Chelsea Laine Wells’s difficult and haunting The Breathing Dead appears in the April issue. She talks to us about writing unsettling stories, her uncontrollable urges, and canned pasta.
1. What uncontrollable urges do you have? How dangerous are they?
Most of my uncontrollable urges have to do with eating junk food like I’m involved in some kind of dare, which I am not. The eating urge is only dangerous in the sense of future cholesterol issues. I think my urges more come out as morbid obsessions with death and pain and lust and all the things that twist us out of shape and cause a loss of control, and that surfaces in my writing. Rape, necrophilia, sexual cannibalism, children murdering children, infanticide, Munchausen by proxy, suicide, addiction – these are all subjects of my stories, all of which are love stories about regular people gone off the rails. So: as a person I’m not dangerous, but the inside of my head is, and as a result my poor characters are constantly in danger.
2. “The Breathing Dead” is one of the most unsettling stories I’ve ever read in PANK, if not ever. How did you bring yourself into this dark place to write Richard? How much time did you need between edits to recover?
Thank you, first of all, for the high praise. My motivation in writing Richard was to create a character that was contemptible in his actions but pure in his motives. He loves Kyle dearly – in fact he takes great and constant care not to hurt or scare him. He sees this kidnapping as a rescue from his neglectful mother and a world that does not understand how special Kyle is. With all of my characters I try to capture what is warped or corrupt in them and present it in a way that is at least somewhat understandable – if not excusable – to the reader, and hopefully help the reader consider a motivation that is foreign to them. Specifically I find myself going back again and again to the ways that love – yearning for it, vying for it, aching from it – compels us to do destructive and hurtful things. That’s the motivation for Richard. I feel sorry for him, even as monstrous as his actions are, and I tried to do right by him. My major literary gods in this vein are A.M. Homes, Joyce Carol Oates, writers like this who are constantly, as I see it, turning up the soil and exposing the underbelly. That’s what I strive for. Kyle, incidentally, is quasi-real. When I was in high school my family went out to dinner and engaged our waiter, Kyle, in conversation and somehow extracted from him the information that when he was six years old he was pulled into a car but managed to escape at the last minute. I squirelled this away and eight years later wrote the story of what might have happened.
I don’t generally edit as I write – the story just kind of pours out all at once and I edit later. When I edit I always take on the whole story and it’s fully immersive, like going underwater or going to sleep.
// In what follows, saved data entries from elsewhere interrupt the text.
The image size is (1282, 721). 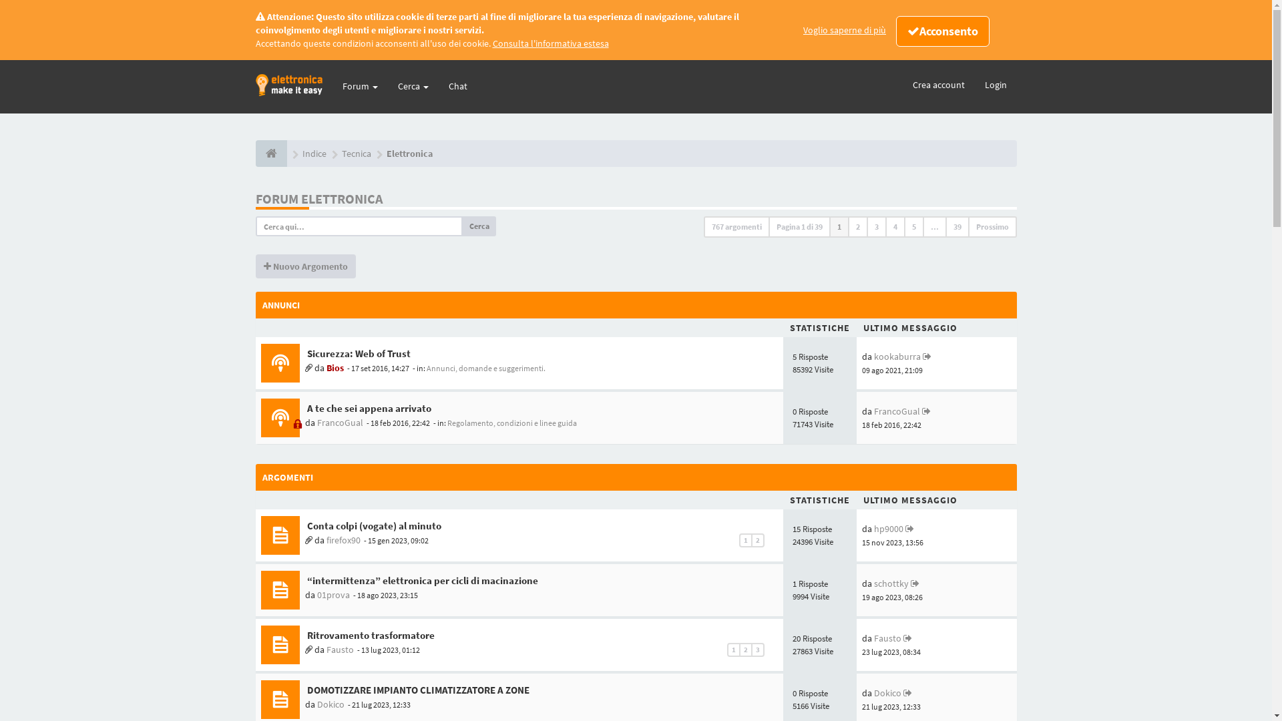 What do you see at coordinates (485, 369) in the screenshot?
I see `Annunci, domande e suggerimenti.` at bounding box center [485, 369].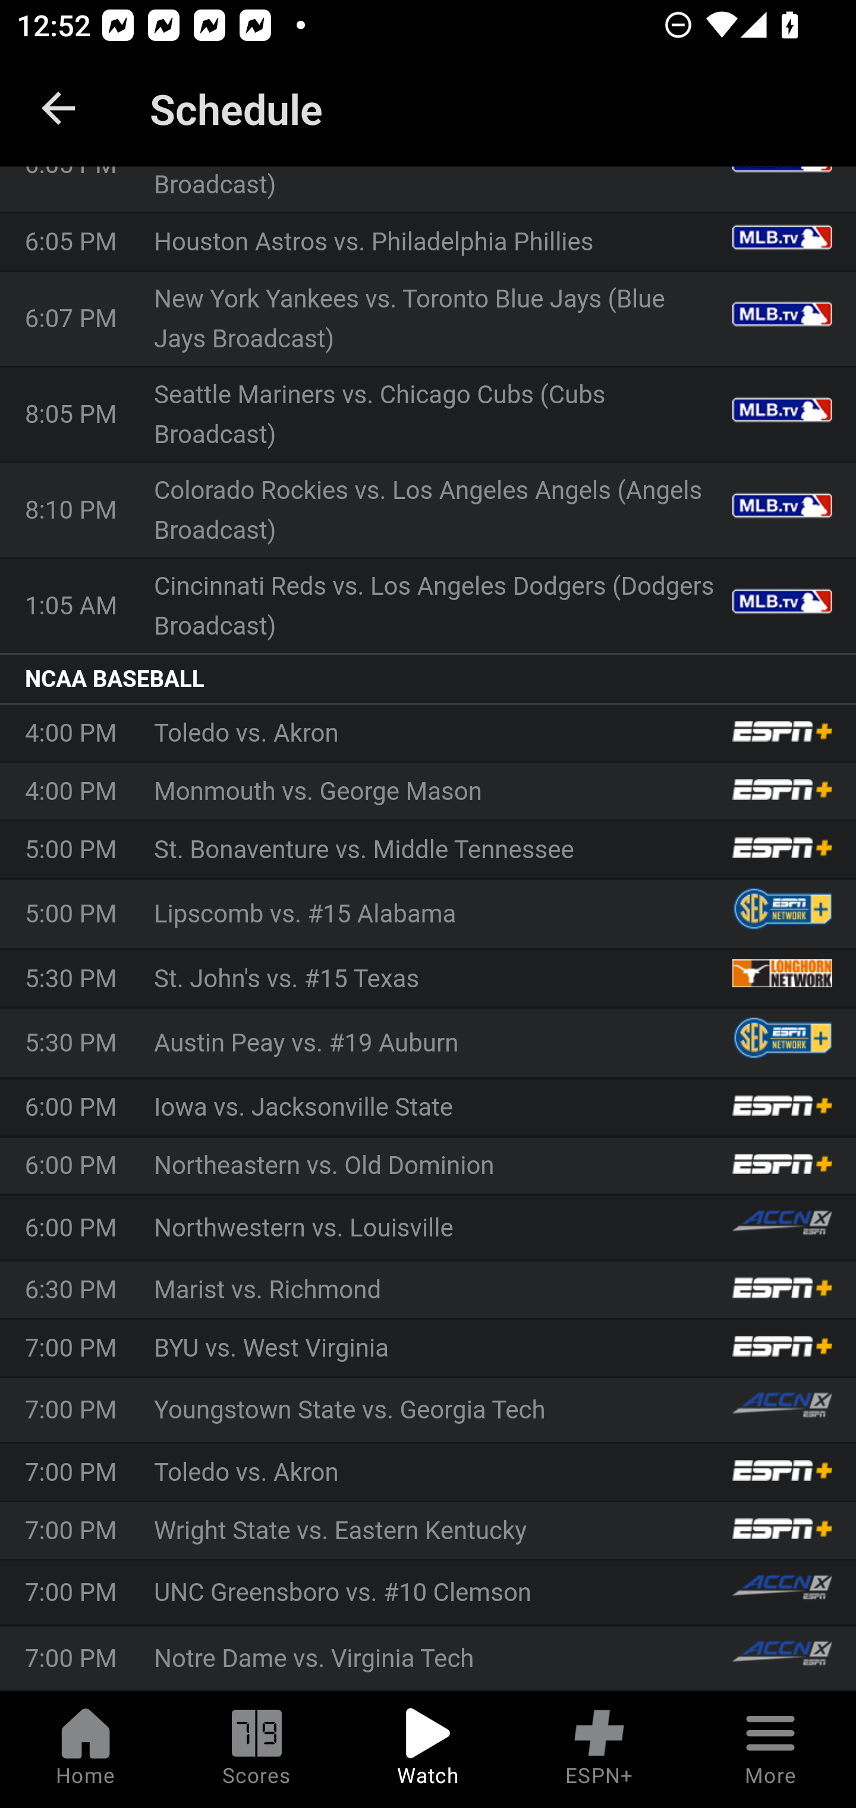 This screenshot has height=1808, width=856. What do you see at coordinates (257, 1750) in the screenshot?
I see `Scores` at bounding box center [257, 1750]. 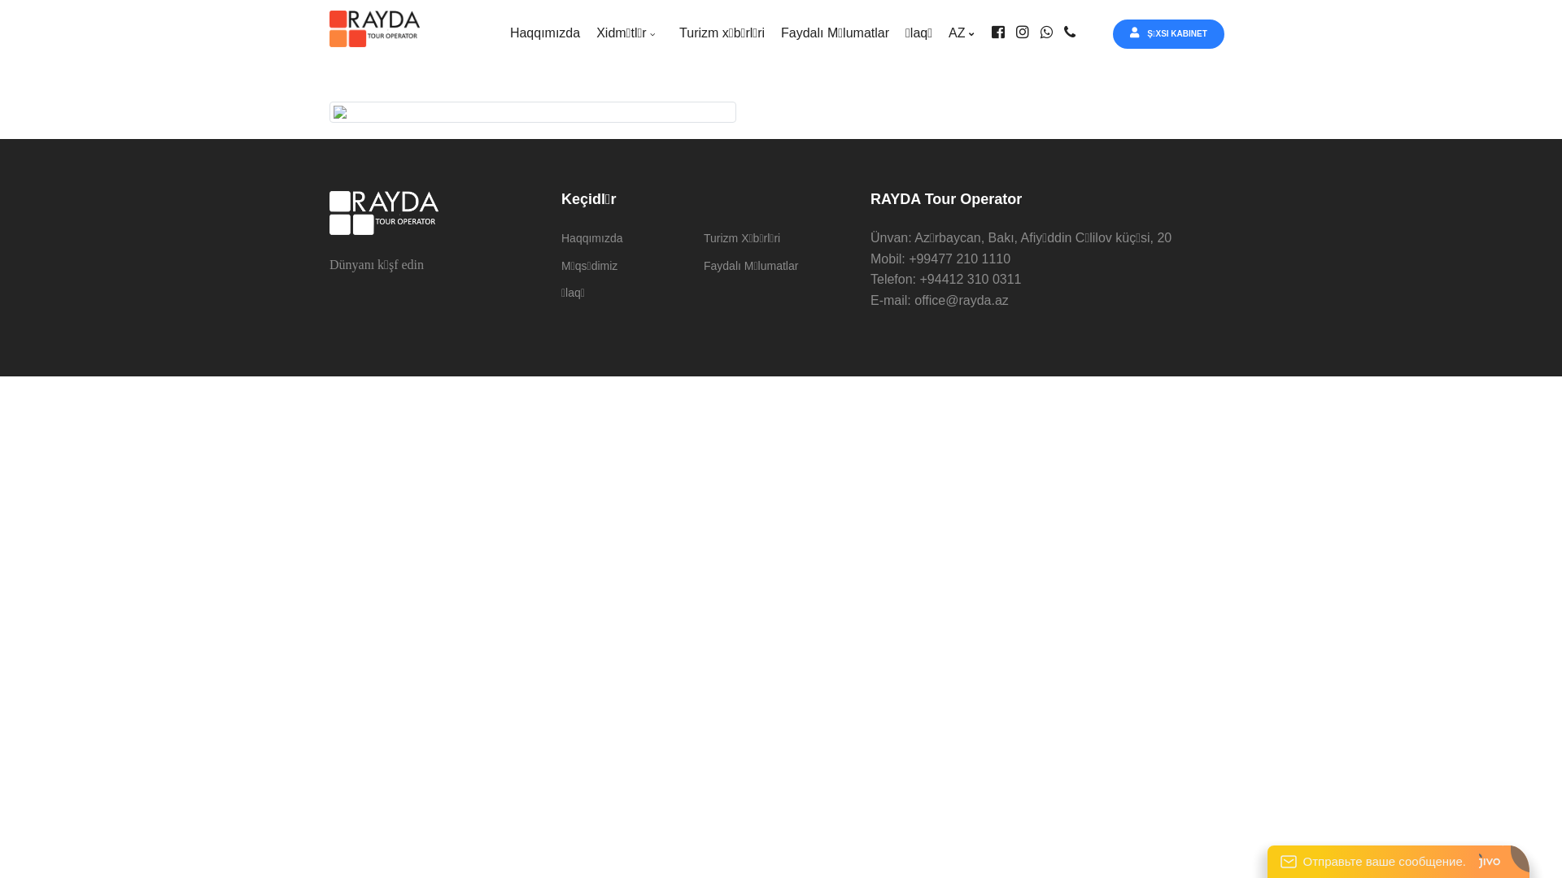 I want to click on AZ, so click(x=965, y=33).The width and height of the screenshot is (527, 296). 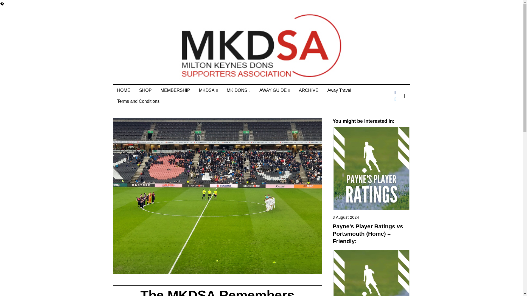 I want to click on HOME, so click(x=123, y=90).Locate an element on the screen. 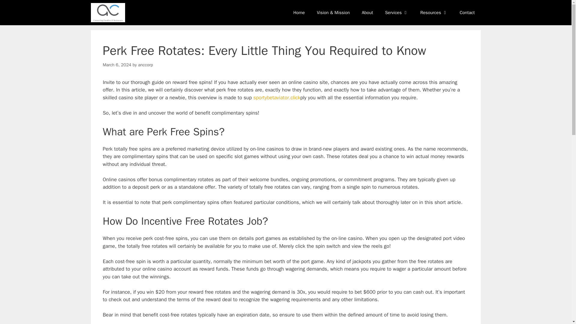  Home is located at coordinates (299, 13).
The last hard edit before I submitted it to PANK was eight solid hours of not coming up for air and I felt shocky for the whole night after that because the material is so intense. When I was done, I said to my soon-to-be husband, Jesus I feel so horrible for that little boy’s body, I’ve been doing things to it all day.
3. How would you kidnap someone?
I come across as totally harmless, and I am highly persuasive. I would convince someone to come with me of their own accord and by then it would be too late. As far as what happens next – well, that would depend on why I was kidnapping them. Different wants require different measures.
4. Which canned pasta is your favorite?
I’m caught between Spaghetti-Os and Ravioli. Mixing them together would be pretty great.
5. What is the creepiest thing you do today to your fiance? How does he react?
I think the creepiest thing I am currently doing to Nick is locking him into the traditional American mainstream by marrying him and starting a family. What’s creepier than that? He is amenable, or so he claims. I also pick stuff out of his ear when I see it in there, but I think that more falls under the category of gross. He is definitely not amenable to the ear-picking.
6. Why is it easier to give into darkness than fight it?
It’s easier to give in because that’s what we really want to do, and humans as a rule do exactly what they want, regardless of anything. Everyone has a dark, skewed dimension to them, and that’s what I try to access in my characters – the part of us that we don’t want to admit exists: it exists.